Ignacia Bliss was one of the only women in the squad. They had tried to team her with Mike when she first arrived from the Career Criminal Apprehension Unit, but her humorless nature and plodding investigative technique were not suited to his style. The banner he had hung over her desk more than a year ago was still tacked to the windowsill: ignorance is bliss.

"Who's here to chat with us?"

"Only got three. The rest of them seem to have scattered to the north and south poles." Mike's jacket was hanging from the back of his chair. He swung around and put his feet on the top of my desk, reading from his pad. "Skip Lockhart, the project's history professor, is out of town till the end of the week. Grenier's the biologist who's had the semester off. He's due back in the middle of January. May have to hunt those two down.

"Here with us for bagels and brew are Mr. Recantati, Professor Shreve, and Foote herself."

"Let's begin with Shreve. Nan puts him back at the beginning of all this. Why don't we see how helpful he is?"

Mike walked past the lieutenant's empty office and returned with a man I guessed to be in his late forties and dressed, like Mike, in jeans and a crewneck sweater, carrying a cardboard container of coffee that had been set out in the waiting area for our guests from King's College. Before we could be introduced, he reached for my hand. "Good morning. I'm Winston Shreve. You must be Ms. Cooper."

I pointed to one of the chairs usually occupied by the hapless or homeless who were being interviewed by Mike on a murder case. The stuffing was hanging out of the seat pad and two of the four rollers on the chair legs were missing, so it scraped unevenly along the floor as Shreve moved it forward to rest his folded elbows on the desk.

About all I knew was that he was an anthropologist. "Would you mind telling us a bit about yourself, Professor? We're trying to get a picture of the group of people who worked most closely with Lola Dakota."

"Anything you'd like to hear." He started with his credentials, which had been cited to us the previous evening by Nan Rothschild. His accent sounded vaguely foreign. Shreve's responses to my questions were quite direct. "No, I was born on Long Island. Oyster Bay. But you've got a good ear. My family took me abroad when I was an adolescent. I did what you would call high school in England, before coming back here for university. Harvard."

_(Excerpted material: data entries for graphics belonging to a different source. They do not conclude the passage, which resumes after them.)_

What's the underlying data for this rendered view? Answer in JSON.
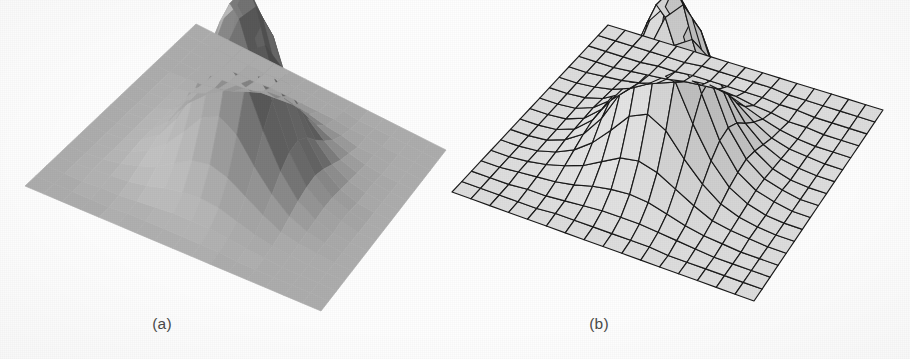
{
  "figure": {
    "background_color": "#fefefe",
    "caption_color": "#4a4a4a",
    "panels": [
      {
        "id": "a",
        "caption": "(a)",
        "render_style": "flat-shaded",
        "description": "Flat (faceted) shaded polygonal surface of a peak function, no mesh lines drawn",
        "outline_color": "none",
        "base_fill": "#8d8d8d"
      },
      {
        "id": "b",
        "caption": "(b)",
        "render_style": "wireframe-mesh",
        "description": "Wireframe quadrilateral mesh surface of the same peak function with light gray faces",
        "outline_color": "#1a1a1a",
        "base_fill": "#cfcfcf"
      }
    ]
  },
  "chart_data": {
    "type": "surface",
    "title": "",
    "subtitle": "",
    "xlabel": "",
    "ylabel": "",
    "zlabel": "",
    "grid": true,
    "legend": "none",
    "projection": "oblique-parallel-3d",
    "grid_size": {
      "nx": 16,
      "ny": 16
    },
    "xlim": [
      -3,
      3
    ],
    "ylim": [
      -3,
      3
    ],
    "zlim": [
      0,
      1
    ],
    "function": "two-lobed gaussian peak",
    "panels": [
      {
        "id": "a",
        "caption": "(a)",
        "type": "surface",
        "shading": "flat",
        "mesh_lines": false,
        "face_gray_levels": [
          "#141414",
          "#2d2d2d",
          "#464646",
          "#5f5f5f",
          "#767676",
          "#8d8d8d",
          "#a2a2a2",
          "#b8b8b8",
          "#d0d0d0",
          "#e6e6e6",
          "#f2f2f2"
        ],
        "base_plane_gray": "#8d8d8d",
        "projected_corners": {
          "left": [
            25,
            186
          ],
          "top": [
            196,
            24
          ],
          "right": [
            446,
            150
          ],
          "bottom": [
            321,
            311
          ]
        },
        "peak_screen": [
          250,
          15
        ],
        "peak_height_normalized": 1.0
      },
      {
        "id": "b",
        "caption": "(b)",
        "type": "surface",
        "shading": "wireframe",
        "mesh_lines": true,
        "mesh_line_color": "#1a1a1a",
        "face_gray_levels": [
          "#b4b4b4",
          "#c2c2c2",
          "#cfcfcf",
          "#dadada",
          "#e4e4e4"
        ],
        "base_plane_gray": "#cfcfcf",
        "projected_corners": {
          "left": [
            452,
            192
          ],
          "top": [
            608,
            25
          ],
          "right": [
            883,
            110
          ],
          "bottom": [
            754,
            301
          ]
        },
        "peak_screen": [
          688,
          10
        ],
        "peak_height_normalized": 1.0
      }
    ],
    "surface_z": [
      [
        0.0,
        0.0,
        0.0,
        0.0,
        0.0,
        0.0,
        0.0,
        0.0,
        0.0,
        0.0,
        0.0,
        0.0,
        0.0,
        0.0,
        0.0,
        0.0,
        0.0
      ],
      [
        0.0,
        0.0,
        0.0,
        0.0,
        0.0,
        0.0,
        0.0,
        0.0,
        0.0,
        0.0,
        0.0,
        0.0,
        0.0,
        0.0,
        0.0,
        0.0,
        0.0
      ],
      [
        0.0,
        0.0,
        0.0,
        0.01,
        0.01,
        0.01,
        0.01,
        0.01,
        0.01,
        0.01,
        0.01,
        0.01,
        0.01,
        0.0,
        0.0,
        0.0,
        0.0
      ],
      [
        0.0,
        0.0,
        0.01,
        0.02,
        0.03,
        0.04,
        0.05,
        0.05,
        0.05,
        0.05,
        0.04,
        0.03,
        0.02,
        0.01,
        0.0,
        0.0,
        0.0
      ],
      [
        0.0,
        0.0,
        0.01,
        0.03,
        0.06,
        0.09,
        0.12,
        0.14,
        0.14,
        0.13,
        0.1,
        0.07,
        0.04,
        0.02,
        0.01,
        0.0,
        0.0
      ],
      [
        0.0,
        0.01,
        0.02,
        0.05,
        0.1,
        0.17,
        0.25,
        0.3,
        0.31,
        0.27,
        0.2,
        0.13,
        0.07,
        0.03,
        0.01,
        0.0,
        0.0
      ],
      [
        0.0,
        0.01,
        0.03,
        0.08,
        0.16,
        0.28,
        0.43,
        0.55,
        0.57,
        0.48,
        0.34,
        0.21,
        0.11,
        0.05,
        0.02,
        0.01,
        0.0
      ],
      [
        0.0,
        0.01,
        0.04,
        0.1,
        0.22,
        0.4,
        0.63,
        0.82,
        0.86,
        0.72,
        0.49,
        0.29,
        0.15,
        0.06,
        0.02,
        0.01,
        0.0
      ],
      [
        0.0,
        0.01,
        0.04,
        0.11,
        0.24,
        0.45,
        0.72,
        0.95,
        1.0,
        0.83,
        0.56,
        0.32,
        0.16,
        0.07,
        0.02,
        0.01,
        0.0
      ],
      [
        0.0,
        0.01,
        0.04,
        0.1,
        0.21,
        0.39,
        0.62,
        0.81,
        0.85,
        0.71,
        0.48,
        0.28,
        0.14,
        0.06,
        0.02,
        0.01,
        0.0
      ],
      [
        0.0,
        0.01,
        0.03,
        0.07,
        0.15,
        0.26,
        0.4,
        0.51,
        0.53,
        0.45,
        0.31,
        0.19,
        0.1,
        0.04,
        0.02,
        0.01,
        0.0
      ],
      [
        0.0,
        0.0,
        0.02,
        0.04,
        0.09,
        0.15,
        0.22,
        0.27,
        0.28,
        0.24,
        0.17,
        0.11,
        0.06,
        0.03,
        0.01,
        0.0,
        0.0
      ],
      [
        0.0,
        0.0,
        0.01,
        0.02,
        0.04,
        0.07,
        0.1,
        0.12,
        0.13,
        0.11,
        0.08,
        0.05,
        0.03,
        0.01,
        0.01,
        0.0,
        0.0
      ],
      [
        0.0,
        0.0,
        0.0,
        0.01,
        0.02,
        0.03,
        0.04,
        0.05,
        0.05,
        0.04,
        0.03,
        0.02,
        0.01,
        0.01,
        0.0,
        0.0,
        0.0
      ],
      [
        0.0,
        0.0,
        0.0,
        0.0,
        0.01,
        0.01,
        0.01,
        0.02,
        0.02,
        0.01,
        0.01,
        0.01,
        0.0,
        0.0,
        0.0,
        0.0,
        0.0
      ],
      [
        0.0,
        0.0,
        0.0,
        0.0,
        0.0,
        0.0,
        0.0,
        0.0,
        0.0,
        0.0,
        0.0,
        0.0,
        0.0,
        0.0,
        0.0,
        0.0,
        0.0
      ],
      [
        0.0,
        0.0,
        0.0,
        0.0,
        0.0,
        0.0,
        0.0,
        0.0,
        0.0,
        0.0,
        0.0,
        0.0,
        0.0,
        0.0,
        0.0,
        0.0,
        0.0
      ]
    ]
  }
}
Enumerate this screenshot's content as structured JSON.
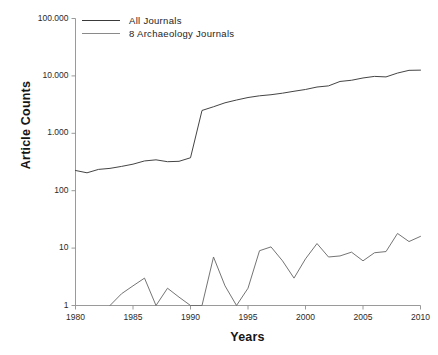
{
  "chart_data": {
    "type": "line",
    "title": "",
    "xlabel": "Years",
    "ylabel": "Article Counts",
    "yscale": "log",
    "ylim": [
      1,
      100000
    ],
    "xlim": [
      1980,
      2010
    ],
    "grid": false,
    "legend_position": "top-left",
    "ytick_labels": [
      "100.000",
      "10.000",
      "1.000",
      "100",
      "10",
      "1"
    ],
    "ytick_values": [
      100000,
      10000,
      1000,
      100,
      10,
      1
    ],
    "xtick_labels": [
      "1980",
      "1985",
      "1990",
      "1995",
      "2000",
      "2005",
      "2010"
    ],
    "xtick_values": [
      1980,
      1985,
      1990,
      1995,
      2000,
      2005,
      2010
    ],
    "series": [
      {
        "name": "All Journals",
        "color": "#3a3a3a",
        "x": [
          1980,
          1981,
          1982,
          1983,
          1984,
          1985,
          1986,
          1987,
          1988,
          1989,
          1990,
          1991,
          1992,
          1993,
          1994,
          1995,
          1996,
          1997,
          1998,
          1999,
          2000,
          2001,
          2002,
          2003,
          2004,
          2005,
          2006,
          2007,
          2008,
          2009,
          2010
        ],
        "values": [
          225,
          205,
          235,
          245,
          265,
          290,
          330,
          345,
          320,
          325,
          375,
          2500,
          2900,
          3400,
          3800,
          4200,
          4500,
          4700,
          5000,
          5400,
          5800,
          6400,
          6700,
          8000,
          8400,
          9200,
          9800,
          9600,
          11200,
          12500,
          12600
        ]
      },
      {
        "name": "8 Archaeology Journals",
        "color": "#6d6d6d",
        "x": [
          1983,
          1984,
          1985,
          1986,
          1987,
          1988,
          1989,
          1990,
          1991,
          1992,
          1993,
          1994,
          1995,
          1996,
          1997,
          1998,
          1999,
          2000,
          2001,
          2002,
          2003,
          2004,
          2005,
          2006,
          2007,
          2008,
          2009,
          2010
        ],
        "values": [
          1,
          1.6,
          2.2,
          3,
          1,
          2,
          1.4,
          1,
          1,
          7,
          2.2,
          1,
          2,
          9,
          10.5,
          6,
          3,
          6.5,
          12,
          7,
          7.3,
          8.5,
          6,
          8.3,
          8.7,
          18,
          13,
          16
        ]
      }
    ]
  },
  "legend": {
    "items": [
      {
        "label": "All Journals"
      },
      {
        "label": "8 Archaeology Journals"
      }
    ]
  },
  "axes": {
    "y_title": "Article Counts",
    "x_title": "Years"
  }
}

His eyes moved back and forth between us. "You seem to know some of this already. Shall I go on?"

"Till we stop you," Chapman said with a grin. "From London to Paris to King's College? Sounds like a downhill run to me."

"I'm young enough to take chances, Detective. There's something quite exciting about an experimental school, about the opportunity to build an entire department and all the programming from scratch. They've already attracted quite a bit of intellectual talent, wouldn't you agree?"

"Can't say I'd recognize it. I'm the beauty of this operation. Coop's the brains. If she tells me you guys are smart, I'll accept it. Talk to me about Lola."

"You knew her?" Shreve asked, surprised by the familiarity of Chapman's first-name reference.

"Coop's actually the one who worked with her. I'm in charge of the homicide investigation. How well did you know her?"

"Well enough to recruit her for King's. And to consider her a good friend. Lance and Lily, they're her-" "Yeah, we know."

"They asked me to say a few words at the service yesterday. I guess I was as close to her as anyone at the college." "Have you known her long?"